_Assignment:_
Your task is to restate exactly the lines from the one holding "is (702, 395)." to the end of the entries below, inclusive.

>>>

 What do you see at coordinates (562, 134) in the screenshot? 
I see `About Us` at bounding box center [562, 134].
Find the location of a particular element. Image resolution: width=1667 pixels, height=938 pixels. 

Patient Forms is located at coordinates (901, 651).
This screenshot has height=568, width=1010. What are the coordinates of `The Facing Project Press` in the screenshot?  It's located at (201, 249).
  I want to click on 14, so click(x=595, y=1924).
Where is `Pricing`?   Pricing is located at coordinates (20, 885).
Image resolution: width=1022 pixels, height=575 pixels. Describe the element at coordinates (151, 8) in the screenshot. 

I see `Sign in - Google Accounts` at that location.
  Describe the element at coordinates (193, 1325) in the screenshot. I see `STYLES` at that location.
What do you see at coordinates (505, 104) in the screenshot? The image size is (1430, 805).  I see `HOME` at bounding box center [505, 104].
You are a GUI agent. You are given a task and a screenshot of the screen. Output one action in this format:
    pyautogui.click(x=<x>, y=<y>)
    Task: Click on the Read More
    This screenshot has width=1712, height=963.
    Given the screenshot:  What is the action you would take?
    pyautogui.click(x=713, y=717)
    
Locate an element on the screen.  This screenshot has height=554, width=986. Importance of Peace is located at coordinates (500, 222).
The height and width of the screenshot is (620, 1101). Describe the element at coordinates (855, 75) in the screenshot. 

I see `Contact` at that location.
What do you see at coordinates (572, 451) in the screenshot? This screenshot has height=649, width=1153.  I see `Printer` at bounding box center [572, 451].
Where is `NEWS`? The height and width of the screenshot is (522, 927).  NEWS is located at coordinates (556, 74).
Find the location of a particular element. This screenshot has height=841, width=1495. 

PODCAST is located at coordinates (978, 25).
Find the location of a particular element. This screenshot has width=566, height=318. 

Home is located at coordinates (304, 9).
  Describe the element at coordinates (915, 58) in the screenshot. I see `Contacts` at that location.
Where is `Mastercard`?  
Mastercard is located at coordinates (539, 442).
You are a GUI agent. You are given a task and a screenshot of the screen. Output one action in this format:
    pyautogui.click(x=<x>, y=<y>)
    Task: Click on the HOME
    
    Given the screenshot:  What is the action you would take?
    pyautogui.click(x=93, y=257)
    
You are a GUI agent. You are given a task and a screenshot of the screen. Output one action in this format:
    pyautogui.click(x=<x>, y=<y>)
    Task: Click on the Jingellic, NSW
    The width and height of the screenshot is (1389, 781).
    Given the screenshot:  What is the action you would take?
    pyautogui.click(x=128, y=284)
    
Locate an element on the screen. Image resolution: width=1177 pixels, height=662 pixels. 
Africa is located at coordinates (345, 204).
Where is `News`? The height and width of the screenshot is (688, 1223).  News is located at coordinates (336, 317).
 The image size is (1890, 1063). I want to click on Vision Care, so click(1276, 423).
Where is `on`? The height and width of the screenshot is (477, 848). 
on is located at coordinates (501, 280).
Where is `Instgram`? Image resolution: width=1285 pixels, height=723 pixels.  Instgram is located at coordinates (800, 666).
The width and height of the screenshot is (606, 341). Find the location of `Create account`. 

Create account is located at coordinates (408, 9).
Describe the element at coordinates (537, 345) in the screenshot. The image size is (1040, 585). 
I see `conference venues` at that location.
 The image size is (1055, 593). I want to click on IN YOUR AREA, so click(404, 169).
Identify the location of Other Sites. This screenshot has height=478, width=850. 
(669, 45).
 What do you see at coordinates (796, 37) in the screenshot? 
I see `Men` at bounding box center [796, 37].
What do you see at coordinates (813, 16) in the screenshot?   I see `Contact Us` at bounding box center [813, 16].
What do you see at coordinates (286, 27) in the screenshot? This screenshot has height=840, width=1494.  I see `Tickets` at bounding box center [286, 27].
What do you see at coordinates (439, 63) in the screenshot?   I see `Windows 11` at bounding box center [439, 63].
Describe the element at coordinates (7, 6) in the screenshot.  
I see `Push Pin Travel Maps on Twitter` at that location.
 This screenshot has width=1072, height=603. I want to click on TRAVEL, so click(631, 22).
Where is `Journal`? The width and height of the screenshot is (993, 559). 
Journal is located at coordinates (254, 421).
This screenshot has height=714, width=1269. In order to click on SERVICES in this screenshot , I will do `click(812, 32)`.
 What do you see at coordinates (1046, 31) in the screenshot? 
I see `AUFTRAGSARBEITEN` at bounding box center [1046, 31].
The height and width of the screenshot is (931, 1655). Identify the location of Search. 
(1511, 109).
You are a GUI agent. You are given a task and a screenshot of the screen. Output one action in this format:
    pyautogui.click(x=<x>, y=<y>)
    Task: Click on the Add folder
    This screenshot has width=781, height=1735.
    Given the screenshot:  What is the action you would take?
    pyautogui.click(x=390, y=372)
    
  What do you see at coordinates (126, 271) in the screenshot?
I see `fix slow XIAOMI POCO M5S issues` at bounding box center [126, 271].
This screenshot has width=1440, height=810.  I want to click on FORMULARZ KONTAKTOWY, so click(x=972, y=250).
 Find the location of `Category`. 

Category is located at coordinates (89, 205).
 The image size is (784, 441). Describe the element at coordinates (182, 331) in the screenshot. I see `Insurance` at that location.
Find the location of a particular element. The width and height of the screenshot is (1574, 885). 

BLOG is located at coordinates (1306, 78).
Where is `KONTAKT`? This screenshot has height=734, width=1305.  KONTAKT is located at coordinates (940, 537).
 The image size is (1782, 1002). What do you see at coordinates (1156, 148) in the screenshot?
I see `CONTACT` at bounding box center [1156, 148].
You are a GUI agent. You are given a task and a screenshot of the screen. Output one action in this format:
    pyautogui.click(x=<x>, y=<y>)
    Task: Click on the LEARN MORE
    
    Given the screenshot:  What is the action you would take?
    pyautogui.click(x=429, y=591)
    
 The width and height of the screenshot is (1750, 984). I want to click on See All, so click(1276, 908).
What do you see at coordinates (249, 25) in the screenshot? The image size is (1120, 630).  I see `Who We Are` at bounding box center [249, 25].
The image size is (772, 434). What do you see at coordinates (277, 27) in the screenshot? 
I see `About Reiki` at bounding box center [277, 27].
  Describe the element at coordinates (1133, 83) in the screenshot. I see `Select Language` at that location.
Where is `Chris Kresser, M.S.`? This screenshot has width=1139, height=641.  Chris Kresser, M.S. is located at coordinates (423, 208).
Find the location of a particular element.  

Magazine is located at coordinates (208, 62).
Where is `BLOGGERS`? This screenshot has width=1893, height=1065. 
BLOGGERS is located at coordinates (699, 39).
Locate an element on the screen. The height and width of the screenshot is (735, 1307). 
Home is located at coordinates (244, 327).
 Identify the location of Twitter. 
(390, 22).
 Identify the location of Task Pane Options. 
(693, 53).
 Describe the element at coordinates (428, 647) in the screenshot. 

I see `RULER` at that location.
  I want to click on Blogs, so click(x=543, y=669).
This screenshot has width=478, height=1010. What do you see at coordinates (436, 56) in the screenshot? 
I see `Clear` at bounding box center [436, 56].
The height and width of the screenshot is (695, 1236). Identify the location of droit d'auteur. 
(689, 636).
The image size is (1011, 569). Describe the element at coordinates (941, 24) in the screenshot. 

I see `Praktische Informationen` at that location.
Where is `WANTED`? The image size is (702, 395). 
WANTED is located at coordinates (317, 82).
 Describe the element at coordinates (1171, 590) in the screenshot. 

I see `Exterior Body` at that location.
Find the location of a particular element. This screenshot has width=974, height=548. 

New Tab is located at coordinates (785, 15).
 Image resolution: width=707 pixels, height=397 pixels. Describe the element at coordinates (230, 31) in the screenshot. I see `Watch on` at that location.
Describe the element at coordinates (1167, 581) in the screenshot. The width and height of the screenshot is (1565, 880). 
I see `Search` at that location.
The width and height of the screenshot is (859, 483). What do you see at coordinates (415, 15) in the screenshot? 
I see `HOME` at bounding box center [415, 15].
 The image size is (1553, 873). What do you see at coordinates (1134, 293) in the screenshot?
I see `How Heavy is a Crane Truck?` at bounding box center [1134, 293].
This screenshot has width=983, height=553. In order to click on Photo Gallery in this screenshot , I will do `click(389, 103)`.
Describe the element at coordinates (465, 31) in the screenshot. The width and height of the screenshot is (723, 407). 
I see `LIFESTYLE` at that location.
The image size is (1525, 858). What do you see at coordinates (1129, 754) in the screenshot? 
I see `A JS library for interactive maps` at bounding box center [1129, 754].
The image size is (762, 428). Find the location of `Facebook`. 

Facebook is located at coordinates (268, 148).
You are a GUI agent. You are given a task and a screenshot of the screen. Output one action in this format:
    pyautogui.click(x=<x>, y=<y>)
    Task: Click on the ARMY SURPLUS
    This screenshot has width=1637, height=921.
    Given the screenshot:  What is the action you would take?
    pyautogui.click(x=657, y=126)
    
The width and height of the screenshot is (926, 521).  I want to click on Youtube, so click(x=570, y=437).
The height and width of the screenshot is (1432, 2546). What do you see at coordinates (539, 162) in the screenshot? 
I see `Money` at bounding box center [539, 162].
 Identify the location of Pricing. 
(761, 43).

<<<

_Solution for this exercise:_
Where is `WANTED`? The image size is (702, 395). 
WANTED is located at coordinates (317, 82).
 Describe the element at coordinates (1171, 590) in the screenshot. 

I see `Exterior Body` at that location.
Find the location of a particular element. This screenshot has width=974, height=548. 

New Tab is located at coordinates (785, 15).
 Image resolution: width=707 pixels, height=397 pixels. Describe the element at coordinates (230, 31) in the screenshot. I see `Watch on` at that location.
Describe the element at coordinates (1167, 581) in the screenshot. The width and height of the screenshot is (1565, 880). 
I see `Search` at that location.
The width and height of the screenshot is (859, 483). What do you see at coordinates (415, 15) in the screenshot? 
I see `HOME` at bounding box center [415, 15].
 The image size is (1553, 873). What do you see at coordinates (1134, 293) in the screenshot?
I see `How Heavy is a Crane Truck?` at bounding box center [1134, 293].
This screenshot has width=983, height=553. In order to click on Photo Gallery in this screenshot , I will do `click(389, 103)`.
Describe the element at coordinates (465, 31) in the screenshot. The width and height of the screenshot is (723, 407). 
I see `LIFESTYLE` at that location.
The image size is (1525, 858). What do you see at coordinates (1129, 754) in the screenshot? 
I see `A JS library for interactive maps` at bounding box center [1129, 754].
The image size is (762, 428). Find the location of `Facebook`. 

Facebook is located at coordinates (268, 148).
You are a GUI agent. You are given a task and a screenshot of the screen. Output one action in this format:
    pyautogui.click(x=<x>, y=<y>)
    Task: Click on the ARMY SURPLUS
    This screenshot has width=1637, height=921.
    Given the screenshot:  What is the action you would take?
    pyautogui.click(x=657, y=126)
    
The width and height of the screenshot is (926, 521).  I want to click on Youtube, so click(x=570, y=437).
The height and width of the screenshot is (1432, 2546). What do you see at coordinates (539, 162) in the screenshot? 
I see `Money` at bounding box center [539, 162].
 Identify the location of Pricing. 
(761, 43).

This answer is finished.